Artivism
Centering artists as architects of just futures
Art does what policy briefs and legal arguments alone cannot. It crosses language barriers. It makes the invisible visible. It creates spaces where communities can grieve, imagine, and demand change on their own terms.
ICAAD’s Artivism Program integrates creative practice with legal advocacy to transform lived experience into forward-looking pathways for accountability, healing, and systemic change.
This is art as evidence. Art as strategy. Art as a form of justice.
Agents of Change
Artivist-in-Residence Program
ICAAD selects creatives to engage with our human rights work. Residents receive direct support, research assistance from our legal team, and curation that connects their practice to global advocacy networks.
ARTIVISTS-IN-RESIDENCE TO DATE
Dilpreet Bhullar
Created A Home in the Constant Flux: A Call to the Verb Memory, using photo documentation of the object of the refugees tracing the long history of India rooted in a diverse social milieu.
Katja Phutaraksa Neef
Worked with Banaban communities to co-create the Justice for Rabi exhibition telling the story the displacement from their island home as a result of colonial mining and environmental destruction.
Vishavjit Singh
Created multi-award winning animation American Sikh. A survivor of genocide, he uses his Sikh Captain America persona to challenge bigotry and foster dialogue on identity and bias.
Queen
Designed a multi-media experience focusing on re:flexing, which brings us back to ourselves as advocates to build practices of reflection and self-accountability that make our movements stronger.
Namita Kulkarni
Created Colonialism and the Climate Crisis exploring how both are rooted in ever-extractive ways of life which stand disconnected from any sense of wonder and humility before the infinite workings of the planet.
Harbani Kaur Ahuja
Created Dicta, a Webby-honored blackout poetry series drawn from U.S. Supreme Court decisions, exposing the gap between law and justice. Dicta unearths the essence of court decisions in order to illuminate the broader societal context in which they were written.
Artivism as Methodology
Our work embeds creative strategy into the core of global human rights advocacy through three strategic pillars:
Pillar I
Narrative Justice
Correcting the silences of the past. We use art to surface lived experiences—from the spirit of resilience to redacted legal truths—ensuring survivor testimonies become part of the permanent record.
Pillar II
Collective Storytelling
Moving from participation to community ownership. We co-design projects with frontline communities, ensuring art remains a self-determined tool for memory, imagination, and mobilization.
Pillar III
Creative Accountability
Translating art into action. We bridge the gap between creative expression and the halls of power, influencing public and private policymakers in places like the UN.
“This exhibit not only highlights what went wrong, but more importantly how advocates can use the story of my people to craft future laws that work.”
Rae Bainteiti, Local Change Maker, Rabi Island
Academy
Sharpening Advocacy Skills
We integrate artivism as a core pedagogical tool in our Advocacy Academy, helping practitioners use creative storytelling to build empathy and unleash the innovative thinking required for systems change.
Art Changes How We See.
Seeing Changes How We Act.
ICAAD’s Artivism Program creates spaces where art becomes evidence and audiences become advocates.
From Our Archive
Exhibition
Art & Discrimination
ICAAD’s first artivism exhibition in 2013.
Legal Resource
Banaban Handbook
Launched alongside artivism work on Rabi Island.
Merchandise
ARTivism Shop
All proceeds support our human rights programs.
Short Film
American Sikh
Exploring identity and bias through animation.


* What to produce
Return the lines of the data below in which the string "initial" occurs.

---------- Record excerpts

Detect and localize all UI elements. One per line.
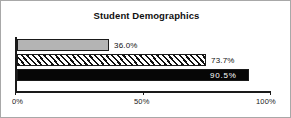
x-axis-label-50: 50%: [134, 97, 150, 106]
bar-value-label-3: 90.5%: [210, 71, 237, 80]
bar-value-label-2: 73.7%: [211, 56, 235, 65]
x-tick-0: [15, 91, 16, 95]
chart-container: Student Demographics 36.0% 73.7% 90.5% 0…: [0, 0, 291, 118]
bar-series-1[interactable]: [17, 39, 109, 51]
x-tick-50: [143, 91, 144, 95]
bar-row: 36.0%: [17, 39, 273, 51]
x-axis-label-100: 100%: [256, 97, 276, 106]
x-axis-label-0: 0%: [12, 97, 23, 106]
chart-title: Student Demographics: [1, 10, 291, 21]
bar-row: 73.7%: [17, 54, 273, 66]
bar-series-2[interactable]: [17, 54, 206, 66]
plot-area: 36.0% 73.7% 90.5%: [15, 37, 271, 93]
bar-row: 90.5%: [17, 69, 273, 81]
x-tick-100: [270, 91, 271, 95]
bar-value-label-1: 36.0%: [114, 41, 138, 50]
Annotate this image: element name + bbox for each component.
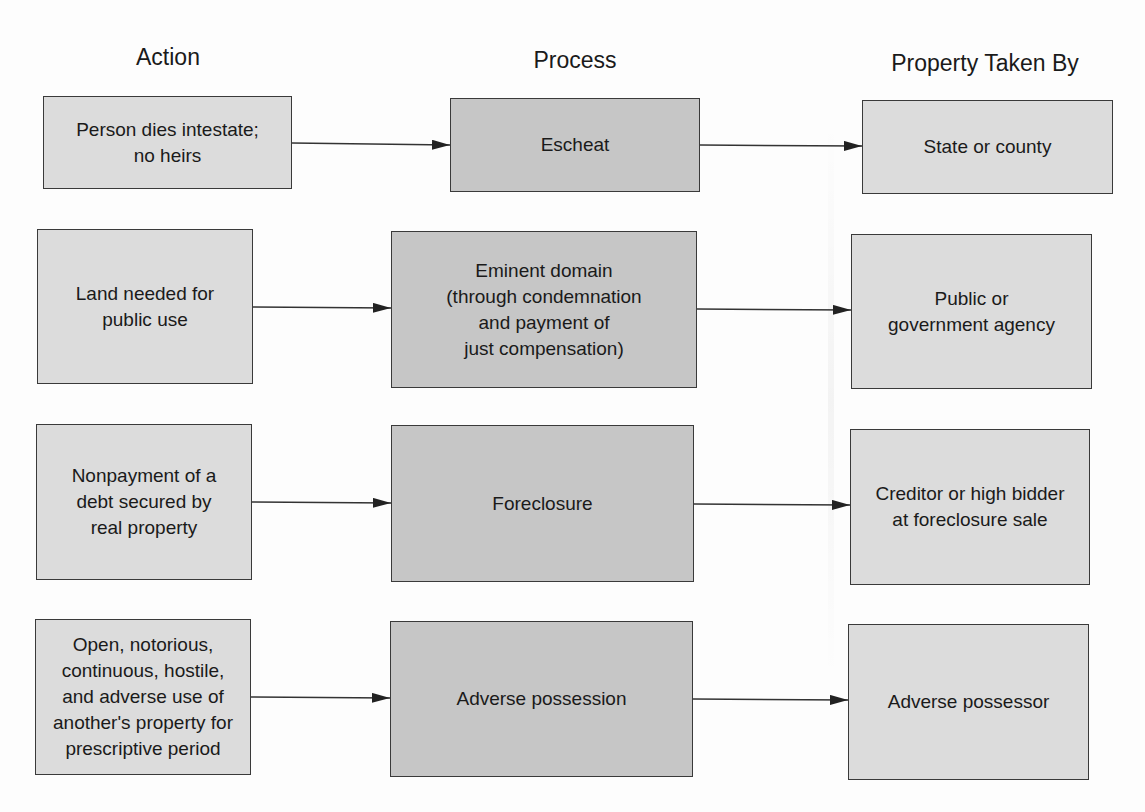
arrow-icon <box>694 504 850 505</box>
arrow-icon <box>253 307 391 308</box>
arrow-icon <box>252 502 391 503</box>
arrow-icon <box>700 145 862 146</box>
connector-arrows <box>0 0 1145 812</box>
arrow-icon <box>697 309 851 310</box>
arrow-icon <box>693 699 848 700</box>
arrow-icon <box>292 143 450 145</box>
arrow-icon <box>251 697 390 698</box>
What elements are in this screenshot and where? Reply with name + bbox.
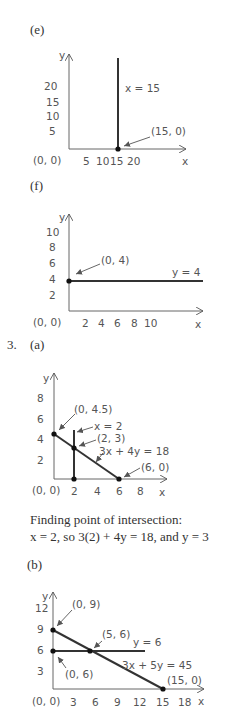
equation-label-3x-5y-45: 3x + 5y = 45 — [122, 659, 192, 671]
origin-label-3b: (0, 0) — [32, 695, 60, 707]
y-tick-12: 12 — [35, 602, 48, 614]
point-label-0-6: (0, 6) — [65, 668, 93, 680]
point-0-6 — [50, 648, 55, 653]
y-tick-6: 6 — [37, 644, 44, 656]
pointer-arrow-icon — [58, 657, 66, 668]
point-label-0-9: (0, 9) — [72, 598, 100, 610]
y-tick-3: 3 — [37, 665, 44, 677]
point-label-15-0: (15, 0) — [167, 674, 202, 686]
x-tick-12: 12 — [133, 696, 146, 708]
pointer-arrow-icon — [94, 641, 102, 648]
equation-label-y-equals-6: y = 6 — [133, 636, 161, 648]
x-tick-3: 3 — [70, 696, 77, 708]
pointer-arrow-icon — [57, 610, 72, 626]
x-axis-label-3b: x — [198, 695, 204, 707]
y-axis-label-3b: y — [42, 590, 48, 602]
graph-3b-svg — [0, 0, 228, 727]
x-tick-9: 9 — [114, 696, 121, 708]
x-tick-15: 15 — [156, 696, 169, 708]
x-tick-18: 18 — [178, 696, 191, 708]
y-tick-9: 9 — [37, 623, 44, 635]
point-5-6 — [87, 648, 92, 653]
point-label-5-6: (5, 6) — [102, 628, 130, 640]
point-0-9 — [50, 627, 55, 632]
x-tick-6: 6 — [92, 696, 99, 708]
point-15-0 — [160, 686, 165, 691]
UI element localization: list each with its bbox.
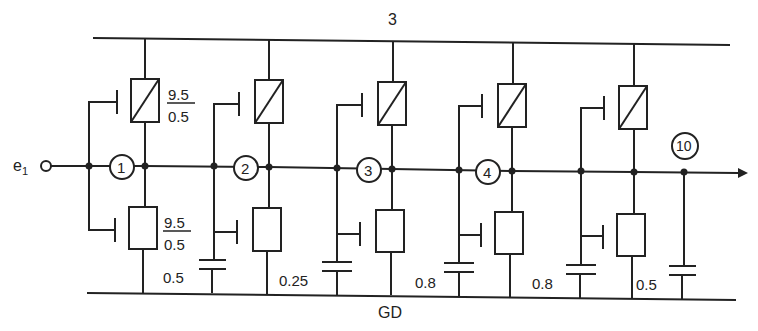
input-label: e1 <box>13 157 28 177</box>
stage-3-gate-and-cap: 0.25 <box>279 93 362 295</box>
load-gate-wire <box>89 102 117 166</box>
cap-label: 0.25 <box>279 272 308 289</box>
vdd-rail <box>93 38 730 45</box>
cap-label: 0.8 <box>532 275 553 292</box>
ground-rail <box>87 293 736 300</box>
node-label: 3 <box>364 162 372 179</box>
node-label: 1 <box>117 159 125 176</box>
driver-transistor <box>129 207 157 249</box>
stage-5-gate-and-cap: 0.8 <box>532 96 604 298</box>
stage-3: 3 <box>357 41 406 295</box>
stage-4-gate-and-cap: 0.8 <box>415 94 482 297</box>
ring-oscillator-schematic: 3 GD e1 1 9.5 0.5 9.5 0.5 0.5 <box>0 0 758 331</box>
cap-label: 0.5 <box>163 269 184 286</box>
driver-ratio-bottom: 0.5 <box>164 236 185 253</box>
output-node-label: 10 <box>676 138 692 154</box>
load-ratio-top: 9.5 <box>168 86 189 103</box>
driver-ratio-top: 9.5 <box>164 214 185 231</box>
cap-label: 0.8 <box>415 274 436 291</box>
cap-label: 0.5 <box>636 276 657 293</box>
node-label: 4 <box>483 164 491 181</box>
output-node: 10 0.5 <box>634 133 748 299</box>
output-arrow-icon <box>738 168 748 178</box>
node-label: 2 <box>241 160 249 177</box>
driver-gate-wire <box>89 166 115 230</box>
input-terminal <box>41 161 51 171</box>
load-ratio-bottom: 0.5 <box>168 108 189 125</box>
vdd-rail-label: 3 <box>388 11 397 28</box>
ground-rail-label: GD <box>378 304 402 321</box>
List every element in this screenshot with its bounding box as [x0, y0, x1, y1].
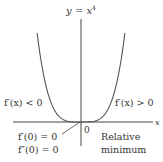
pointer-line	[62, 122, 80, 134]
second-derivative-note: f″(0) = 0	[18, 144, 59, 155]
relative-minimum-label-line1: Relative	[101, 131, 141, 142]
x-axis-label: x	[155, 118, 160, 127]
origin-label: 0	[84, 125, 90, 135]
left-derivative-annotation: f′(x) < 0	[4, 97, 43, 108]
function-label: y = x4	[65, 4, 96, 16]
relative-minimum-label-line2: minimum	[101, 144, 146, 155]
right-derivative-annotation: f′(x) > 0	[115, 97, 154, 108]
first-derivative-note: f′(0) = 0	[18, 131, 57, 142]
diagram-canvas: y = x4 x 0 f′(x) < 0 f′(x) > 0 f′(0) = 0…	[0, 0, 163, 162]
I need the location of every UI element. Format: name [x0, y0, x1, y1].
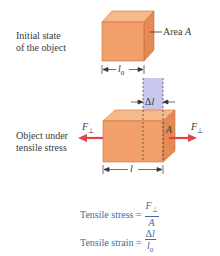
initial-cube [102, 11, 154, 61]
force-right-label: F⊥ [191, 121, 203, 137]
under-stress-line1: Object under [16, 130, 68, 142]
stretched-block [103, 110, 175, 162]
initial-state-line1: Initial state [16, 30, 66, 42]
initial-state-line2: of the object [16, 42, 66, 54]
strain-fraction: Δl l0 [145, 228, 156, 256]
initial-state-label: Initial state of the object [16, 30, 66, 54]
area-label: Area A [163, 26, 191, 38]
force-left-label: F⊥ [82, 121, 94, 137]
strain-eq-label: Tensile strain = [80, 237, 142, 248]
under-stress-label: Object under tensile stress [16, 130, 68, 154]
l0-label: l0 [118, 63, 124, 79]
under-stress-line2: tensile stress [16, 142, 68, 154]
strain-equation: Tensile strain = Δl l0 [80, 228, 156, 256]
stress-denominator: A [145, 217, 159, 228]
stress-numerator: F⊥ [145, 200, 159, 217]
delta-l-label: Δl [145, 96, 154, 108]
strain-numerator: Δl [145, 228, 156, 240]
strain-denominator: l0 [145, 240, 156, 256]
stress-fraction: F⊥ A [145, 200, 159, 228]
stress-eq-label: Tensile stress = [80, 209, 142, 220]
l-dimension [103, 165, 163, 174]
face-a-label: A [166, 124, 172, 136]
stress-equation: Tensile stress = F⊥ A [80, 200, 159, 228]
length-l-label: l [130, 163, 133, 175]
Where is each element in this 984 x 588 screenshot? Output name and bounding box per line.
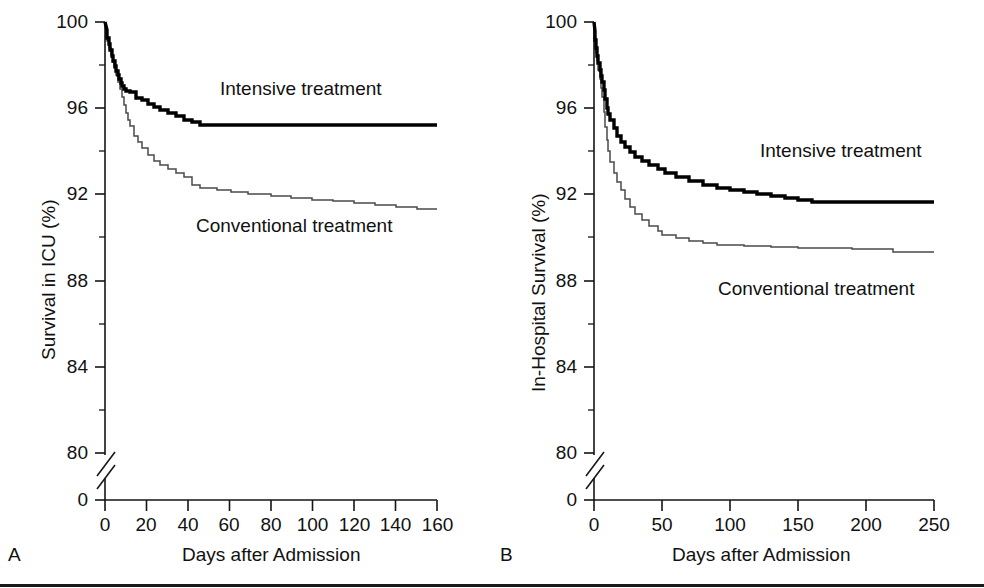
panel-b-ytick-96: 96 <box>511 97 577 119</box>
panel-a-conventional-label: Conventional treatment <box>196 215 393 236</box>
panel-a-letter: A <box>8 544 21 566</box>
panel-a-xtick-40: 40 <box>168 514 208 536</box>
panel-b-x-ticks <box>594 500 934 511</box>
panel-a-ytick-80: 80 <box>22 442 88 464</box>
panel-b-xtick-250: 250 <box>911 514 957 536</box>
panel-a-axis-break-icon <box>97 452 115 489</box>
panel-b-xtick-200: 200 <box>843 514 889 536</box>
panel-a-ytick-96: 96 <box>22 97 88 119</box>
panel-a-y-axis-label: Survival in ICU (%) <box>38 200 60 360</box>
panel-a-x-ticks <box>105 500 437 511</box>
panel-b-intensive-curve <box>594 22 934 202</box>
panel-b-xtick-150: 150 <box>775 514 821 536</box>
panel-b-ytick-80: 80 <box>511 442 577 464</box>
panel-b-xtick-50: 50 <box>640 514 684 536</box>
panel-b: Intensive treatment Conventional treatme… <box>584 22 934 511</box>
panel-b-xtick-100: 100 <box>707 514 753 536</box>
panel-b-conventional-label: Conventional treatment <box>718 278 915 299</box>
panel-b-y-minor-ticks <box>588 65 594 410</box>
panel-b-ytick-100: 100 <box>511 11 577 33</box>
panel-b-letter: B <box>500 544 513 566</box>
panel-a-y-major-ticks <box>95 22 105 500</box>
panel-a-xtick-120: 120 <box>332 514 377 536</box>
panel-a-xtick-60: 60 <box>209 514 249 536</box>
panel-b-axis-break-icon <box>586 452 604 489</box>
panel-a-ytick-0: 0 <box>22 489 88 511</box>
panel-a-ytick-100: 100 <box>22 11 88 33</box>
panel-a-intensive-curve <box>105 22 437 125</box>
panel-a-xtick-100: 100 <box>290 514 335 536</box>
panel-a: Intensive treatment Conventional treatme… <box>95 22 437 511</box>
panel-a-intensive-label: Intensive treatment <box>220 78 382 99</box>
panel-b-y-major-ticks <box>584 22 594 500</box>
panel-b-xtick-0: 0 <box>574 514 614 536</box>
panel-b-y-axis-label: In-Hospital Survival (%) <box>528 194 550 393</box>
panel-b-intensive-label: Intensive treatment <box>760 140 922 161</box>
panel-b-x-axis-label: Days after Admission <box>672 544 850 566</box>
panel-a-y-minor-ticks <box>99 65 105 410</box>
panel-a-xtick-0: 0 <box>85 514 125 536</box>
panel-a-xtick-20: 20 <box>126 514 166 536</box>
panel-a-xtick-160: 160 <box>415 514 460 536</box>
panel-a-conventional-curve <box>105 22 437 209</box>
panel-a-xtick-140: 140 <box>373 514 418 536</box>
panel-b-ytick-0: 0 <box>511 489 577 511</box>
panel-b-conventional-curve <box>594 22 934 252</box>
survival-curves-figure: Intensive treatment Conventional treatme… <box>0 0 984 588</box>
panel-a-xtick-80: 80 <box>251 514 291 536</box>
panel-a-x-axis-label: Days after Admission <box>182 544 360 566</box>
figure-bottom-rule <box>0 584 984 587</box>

--------------------

* Final answer
initial-cube [102, 11, 154, 61]
initial-state-line1: Initial state [16, 30, 66, 42]
initial-state-line2: of the object [16, 42, 66, 54]
initial-state-label: Initial state of the object [16, 30, 66, 54]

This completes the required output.